Melissa bounced, Rory yelped, and she apologized, scrambled backwards off his knee and subsided onto the rug. Color and vitality had come back into her face, and she talked so quickly her words tumbled over each other. “Christophe has one, exactly the same. I think it’s on the same foot. I saw it the night he first came here, and dropped a slip of paper from his book. I bent to pick it up, so I was very close to his…” She thought about it for an instant. “His left foot,” she added triumphantly.
He shook his head, puzzled. “And this means…?”
“It means,” she said slowly, as if to a small child, “it is a sort of proof that Justine was pregnant, that she ran away, had the baby and a few generations later, Christophe was born. He might be Pierre’s great-something something grandson.”
Rory’s eyes slid away from her as he thought about it. There was a long silence, while Melissa executed little bounce movements that reminded him of an impatient child. “You’d have to put about ten generations in between now and 1735, if you can call twenty years a generation,” he said slowly, thinking it out. “Sometimes it would be more, but I suppose it wouldn’t be much less. On the other hand, it could be just a fluke, a coincidence. Or he could be a distant cousin rather than a direct descendant.”
“We could ask him about it. It would have to be a family trait, that thing on his foot.” Melissa took a gulp of wine. “It might be the answer. Remember my dream? I was the distant relative, but Christophe was of the direct line.”
“It might be why he got involved, but it wouldn't affect us. As I've said before, I’m sure Christophe has been to the mill before we came.”
Melissa looked disappointed. “That’s true.”
“I’ve been wondering why it’s been happening, and why we…in particular you, seem to be the key. After all, we aren’t even French. Why would Pierre wait two hundred and seventy years and then pick on an English couple?”
“I must have French blood way back in my ancestry.” Melissa grinned impishly, and he couldn't help smiling in return. “Will you still marry me if I’m French as well as a bastard—” Blood ran into her face. She coughed and looked down at her hands. “Sorry.”
Tempted to laugh at her impulsive words and shocked expression, Rory pursed his mouth. “It’s awfully good of you to ask, Melissa. I know you won’t believe me, but that was my very first proposal.”
“And?” Her face scarlet with embarrassment, she lifted her head and stared at him. Even if she hadn’t meant to say it, she wanted an answer now. “And? What’s your answer?”
A good thing he had no doubts about his answer. He let his smile spread across his face. “I’ll marry you, French or not.”
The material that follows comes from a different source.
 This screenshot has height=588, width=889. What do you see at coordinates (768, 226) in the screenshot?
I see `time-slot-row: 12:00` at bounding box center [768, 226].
“But what about being a bastard? We’ve never spoken of it.”
“It won’t matter.” He shrugged. “It’s not as if it is something you could have changed.”
“But your parents?”
It had to be faced at some point. He leant forward, his glass cradled in both palms. “I’ll take you to meet them. If the occasion arises, we’ll tell them. If it doesn’t, we won’t. It isn’t really any of their business.”
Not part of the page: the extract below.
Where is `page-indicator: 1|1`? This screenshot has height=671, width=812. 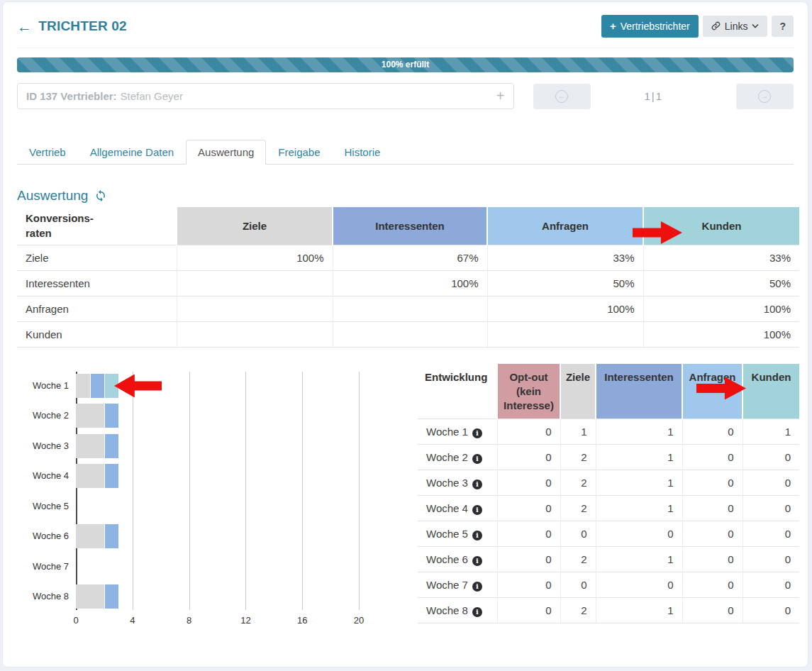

“But they’ll make it theirs. And wouldn’t it be better to get it over with, rather than always wondering if it is going to crop up?”
Sobering, he studied her. “You’re probably right. We may as well have one major explosion as several small ones over the years.”
Melissa pushed herself between his knees, and he moved to give her room. “The thought of years with you sounds delightful. Are you quite, quite sure about this? I don’t want to cause a rift between you and your parents.”
He snorted in bitter humor. “There’s been a rift for several years already. You might just be the cause of healing it.” His fingers trailed her cheek, pushed a strand of hair behind her ear.